There is little time for mourning in or after battle; the time for long, sad thoughts come much later when memory counts over her hallowed recollections. What a gallery of lost heroes in the cost and casualties of such a fight at Pozières: men who went out before their time; the picked prey of fate and circumstance. Amongst the unforgettable ones, with whom to have campaigned for even a little time was a life’s privilege, were Major Eric Brind, who led the attack of the 23rd Battalion, Major Murdoch McKay and Captain Herbert Curnow of the 22nd Battalion, grand spirits with much of that fine chivalry, that exalted courage in their nature, which we are too apt to associate only with great worthies of their past. Major Brind with seen lying wounded in the battle zone, and in an obliterating burst of shell passed out of being and one of sight forever. Bracketed with them in fondest recollection are others like Captain Arthur Kennedy, who fell wounded near the German lines, was taken prisoner and died afterwards in Germany. In his case the Hun seemed to have acted decently, for they sent all particulars of his end to his wife, with a photograph of his grave.15

The distinction as between courage and unconsciousness of fear is a hackneyed topic. The man of high courage in its moral meaning is generally the man of vivid imagination and a full realisation of fear. The one suffers acutely and only his pride, his moral courage, carries him successfully through the strain. The other, much more rare, is the man who is unconscious of physical fear, and he is usually a man of dulled imagination. One takes risks for a definite end, drives himself to do the big thing, because it will be a gain to his side; the other takes risks which have no military value after all.

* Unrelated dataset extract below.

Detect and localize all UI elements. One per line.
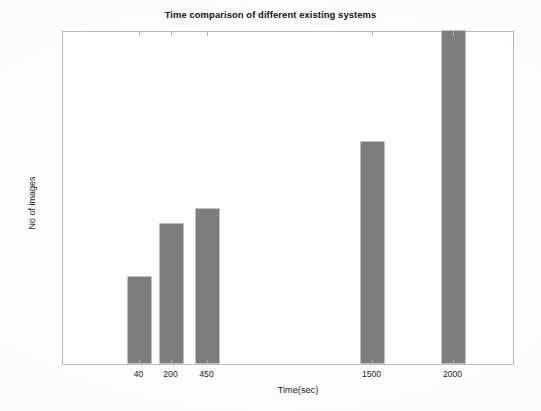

Another of the queer contradictions of battle strain is that men who had survived all the earlier terrors of assault and bombardment, reached the state of hanging on doggedly day after day, go to pieces as soon as relief is promised them. It may be because of the ever changing exigencies of battle, or for some purpose which personally I am unable to appreciate, but relief seldom came when it was first promised, postponement became known in trench language as ‘the relieving stunt.’ With the prospect of early relief men become intensely careful; their disappointment over delay finds angry and impatient expression. When relief comes, however tired men may be, there is an immediate rush for safety, with sometimes bitterly ironical happenings before the succour and rest of the far back billets are reached. The whole ‘ordeal of battle’ is a text of strange sermons that have rarely been preached, a phrase of profound and mysterious meaning.